(This is probably an easy question, but I don't have much experience in probability. I'm looking for inspiration/the right viewpoint.)
This is a toy example for a more general process.
We define it as follows, where at each time $t\in \mathbb N_0$ we have a certain number $A_t\ $ of adults and $C_t\ $ of children:
Setup
We start with $A_0 = 1$ and $C_0 = 0$, say.
Fixing $p\in (0,1)$; between times $t$ and $t+1$,
- each child becomes an adult, and
- each adult independantly becomes either
- 2 adults (with probability $p$), or
- 4 children (with probability $1-p$).
I.e., inductively, given $A_t$ and $C_t$, let $Y_t \sim \operatorname{Bin}(A_t,p)$. Then
$$A_{t+1} = 2Y_t + C_t,\qquad C_{t+1} = 4(A_t - Y_t).$$
The task
Show that
$$ 2^{-t} A_t \to \frac 1{2-p}$$
almost-surely as $t\to \infty$.
My error-ridden attempt to show this is below. All comments are welcome:
- Does it work?
- Is there an easier way, e.g., a martingale argument?
- Does the method generalise to the setting where adults can also turn into 8 grandchildren (who turn into children), etc.?
Sketchy proof attempt
We can inductively check that, for all $t$, we have
$$ 2^{-t}A_t + 2^{-t-1}C_t = 1, \tag1$$
so we can forget about $C_t$ and write $$ (A_{t+1}|A_t) \sim 2\operatorname{Bin}(A_t,p) + 2^{t+1} - 2A_t.$$ Using (1) at the end, it seems that the conditional variance satisfies $$\operatorname{Var}(2^{-t-1}A_{t+1}\mid A_t) = 4^{-t-1}A_t p (1-p) \leq 2^{-t}.$$ Since the bound is independent of $A_t$, this suggests $\operatorname{Var}(2^{-t-1}A_{t+1}) \leq 2^{-t}$, and via Chebyshev/Borel-Cantelli this gives that $A_t - \mathbb E (A_t) \to 0$ almost surely. We also get from the above formula: $$\mathbb E\left(\frac{A_{t+1}}{2^{t+1}} \;\bigg|\; A_t\right) = 1 - (1-p) \frac{A_t}{2^t} $$ which I hope means, for $f(x) := 1 - (1-p)x$, that $$ \mathbb E\left(\frac{A_t}{2^t}\right) = f^{\circ n}(1) \to \frac 1 {2-p},$$ as required.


> [Work order]:
All entries below are to be returned exactly, with pictures left out.

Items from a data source
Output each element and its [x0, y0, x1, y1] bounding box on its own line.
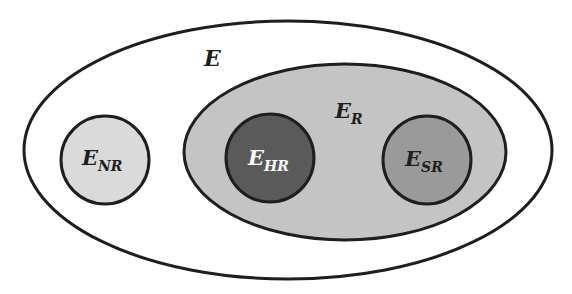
- set-soft-reflective: ESR: [383, 116, 471, 204]
- hard-reflective-label-main: E: [247, 145, 265, 170]
- set-diagram: E ER ENR EHR ESR: [0, 0, 572, 294]
- universe-label: E: [203, 45, 222, 71]
- reflective-label-main: E: [334, 98, 352, 123]
- reflective-label-sub: R: [350, 111, 363, 127]
- soft-reflective-label-sub: SR: [421, 159, 443, 175]
- soft-reflective-label-main: E: [404, 146, 422, 171]
- non-reflective-label-sub: NR: [97, 158, 122, 174]
- set-hard-reflective: EHR: [226, 114, 314, 202]
- hard-reflective-label-sub: HR: [263, 158, 289, 174]
- set-non-reflective: ENR: [61, 116, 149, 204]
- non-reflective-label-main: E: [81, 145, 99, 170]
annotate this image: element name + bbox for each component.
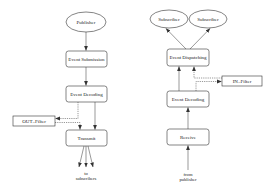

> [Answer box]:
Output each element and its [x0, y0, x1, y1] bounding box on its own line.
- set-soft-reflective: ESR: [383, 116, 471, 204]
- hard-reflective-label-main: E: [247, 145, 265, 170]
- set-diagram: E ER ENR EHR ESR: [0, 0, 572, 294]
- universe-label: E: [203, 45, 222, 71]
- reflective-label-main: E: [334, 98, 352, 123]
- reflective-label-sub: R: [350, 111, 363, 127]
- soft-reflective-label-sub: SR: [421, 159, 443, 175]
- soft-reflective-label-main: E: [404, 146, 422, 171]
- non-reflective-label-sub: NR: [97, 158, 122, 174]
- set-hard-reflective: EHR: [226, 114, 314, 202]
- hard-reflective-label-sub: HR: [263, 158, 289, 174]
- set-non-reflective: ENR: [61, 116, 149, 204]
- non-reflective-label-main: E: [81, 145, 99, 170]
annotate this image: element name + bbox for each component.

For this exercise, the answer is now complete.